Qatar’s RasGas prefers short-term LNG contracts in India
06 Dec 2016
Qatar's RasGas now prefers short-term LNG contracts from customers in India after its earlier long-term contract with India's Petronet LNG flopped and the contract had to be reworked.
India, the world's fourth-largest buyer of LNG, needs more LNG terminals to unlock demand, its chief executive Hamad Mubarak Al Muhannadi said on Tuesday at the Petrotech energy conference in New Delhi.
Muhannadi also said that India, Asia's third-largest economy, will also become the world's second-largest spot and long-term LNG buyer this year.
India, meanwhile said it wants liquefied natural gas importers like Japan and Korea to join hands to bring more "equitable" trade deals.
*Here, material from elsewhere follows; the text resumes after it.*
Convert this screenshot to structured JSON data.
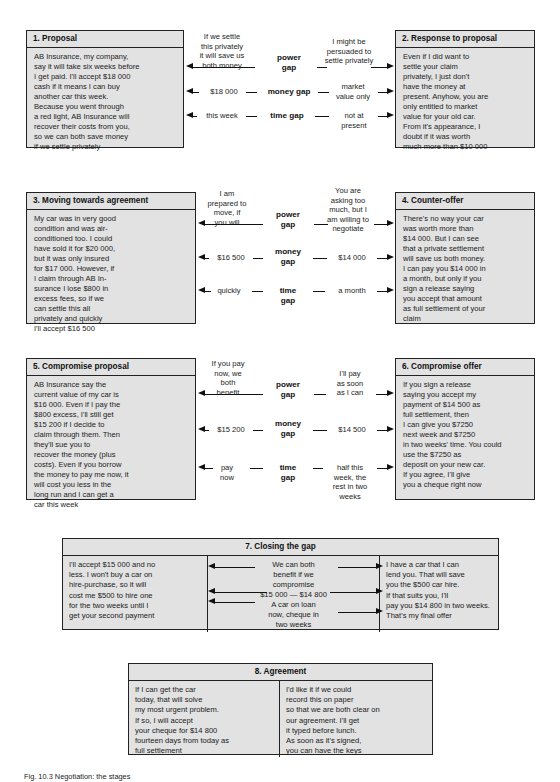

India and Japan, in September 2013, had set up a multilateral group of buyers for LNG to push for lower prices for the fuel and New Delhi is now seeking other importers to join them.
"A number of large Asian LNG buyers, including India, could benefit by joining hands and thereby bringing in more equitable trade deals," petroleum minister Dharmendra Pradhan said at 5th IEF-IGU Ministerial Forum held on sidelines of the Petrotech conference in New Delhi.
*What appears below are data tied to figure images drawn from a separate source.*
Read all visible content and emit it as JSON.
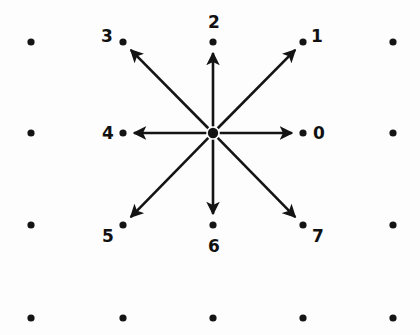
{
  "figure": {
    "background_color": "#fdfdfd",
    "ink_color": "#141414",
    "width": 420,
    "height": 335
  },
  "grid": {
    "columns_x": [
      31,
      123,
      213,
      303,
      393
    ],
    "rows_y": [
      42,
      133,
      225,
      318
    ],
    "dot_radius": 3.6,
    "center_dot_radius": 5.2,
    "center": {
      "x": 213,
      "y": 133
    }
  },
  "directions": [
    {
      "id": "0",
      "label": "0",
      "angle_deg": 0,
      "dot": {
        "x": 303,
        "y": 133
      },
      "label_pos": {
        "x": 313,
        "y": 125
      }
    },
    {
      "id": "1",
      "label": "1",
      "angle_deg": 45,
      "dot": {
        "x": 303,
        "y": 42
      },
      "label_pos": {
        "x": 311,
        "y": 28
      }
    },
    {
      "id": "2",
      "label": "2",
      "angle_deg": 90,
      "dot": {
        "x": 213,
        "y": 42
      },
      "label_pos": {
        "x": 208,
        "y": 14
      }
    },
    {
      "id": "3",
      "label": "3",
      "angle_deg": 135,
      "dot": {
        "x": 123,
        "y": 42
      },
      "label_pos": {
        "x": 101,
        "y": 28
      }
    },
    {
      "id": "4",
      "label": "4",
      "angle_deg": 180,
      "dot": {
        "x": 123,
        "y": 133
      },
      "label_pos": {
        "x": 102,
        "y": 125
      }
    },
    {
      "id": "5",
      "label": "5",
      "angle_deg": 225,
      "dot": {
        "x": 123,
        "y": 225
      },
      "label_pos": {
        "x": 102,
        "y": 228
      }
    },
    {
      "id": "6",
      "label": "6",
      "angle_deg": 270,
      "dot": {
        "x": 213,
        "y": 225
      },
      "label_pos": {
        "x": 208,
        "y": 238
      }
    },
    {
      "id": "7",
      "label": "7",
      "angle_deg": 315,
      "dot": {
        "x": 303,
        "y": 225
      },
      "label_pos": {
        "x": 312,
        "y": 228
      }
    }
  ],
  "plain_dots": [
    {
      "x": 31,
      "y": 42
    },
    {
      "x": 393,
      "y": 42
    },
    {
      "x": 31,
      "y": 133
    },
    {
      "x": 393,
      "y": 133
    },
    {
      "x": 31,
      "y": 225
    },
    {
      "x": 393,
      "y": 225
    },
    {
      "x": 31,
      "y": 318
    },
    {
      "x": 123,
      "y": 318
    },
    {
      "x": 213,
      "y": 318
    },
    {
      "x": 303,
      "y": 318
    },
    {
      "x": 393,
      "y": 318
    }
  ],
  "chart_data": {
    "type": "scatter",
    "xlabel": "",
    "ylabel": "",
    "grid": true,
    "legend": null,
    "categories": [
      "0",
      "1",
      "2",
      "3",
      "4",
      "5",
      "6",
      "7"
    ],
    "series": [
      {
        "name": "direction vectors from center",
        "origin": {
          "x": 213,
          "y": 133
        },
        "points": [
          {
            "label": "0",
            "x": 303,
            "y": 133,
            "dx": 1,
            "dy": 0,
            "angle_deg": 0
          },
          {
            "label": "1",
            "x": 303,
            "y": 42,
            "dx": 1,
            "dy": 1,
            "angle_deg": 45
          },
          {
            "label": "2",
            "x": 213,
            "y": 42,
            "dx": 0,
            "dy": 1,
            "angle_deg": 90
          },
          {
            "label": "3",
            "x": 123,
            "y": 42,
            "dx": -1,
            "dy": 1,
            "angle_deg": 135
          },
          {
            "label": "4",
            "x": 123,
            "y": 133,
            "dx": -1,
            "dy": 0,
            "angle_deg": 180
          },
          {
            "label": "5",
            "x": 123,
            "y": 225,
            "dx": -1,
            "dy": -1,
            "angle_deg": 225
          },
          {
            "label": "6",
            "x": 213,
            "y": 225,
            "dx": 0,
            "dy": -1,
            "angle_deg": 270
          },
          {
            "label": "7",
            "x": 303,
            "y": 225,
            "dx": 1,
            "dy": -1,
            "angle_deg": 315
          }
        ]
      },
      {
        "name": "unlabeled lattice points",
        "points": [
          {
            "x": 31,
            "y": 42
          },
          {
            "x": 393,
            "y": 42
          },
          {
            "x": 31,
            "y": 133
          },
          {
            "x": 393,
            "y": 133
          },
          {
            "x": 31,
            "y": 225
          },
          {
            "x": 393,
            "y": 225
          },
          {
            "x": 31,
            "y": 318
          },
          {
            "x": 123,
            "y": 318
          },
          {
            "x": 213,
            "y": 318
          },
          {
            "x": 303,
            "y": 318
          },
          {
            "x": 393,
            "y": 318
          }
        ]
      }
    ]
  }
}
While the global gas prices have cooled in line with oil rates in last two years, Asian countries - the biggest buyers of seaborne LNG - sometimes paid five or six times more for the deep-chilled gas than piped gas consumed in North America, where prices have plunged because of growing availability amid a boom in production from shale deposits.
Also, weakening currencies have inflated import bills. After joining ranks with Japan, India is keen to rope in South Korea and possibly also China in the buyers club. Pradhan said LNG prices have been soft over the past 18-24 months much in tandem with crude prices and emerging LNG demand-supply interplay.
"We have also seen that LNG contracting mechanism is changing with short term contracts growing and replacing long term contracts," he said adding analysts believe it will be a buyer's market for a while.
India wants to turn an oversupply of LNG to its favour as it seeks to increase use of natural gas in its energy mix to 15 per cent from current 6 per cent now in an attempt to reduce the dependence on crude oil imports.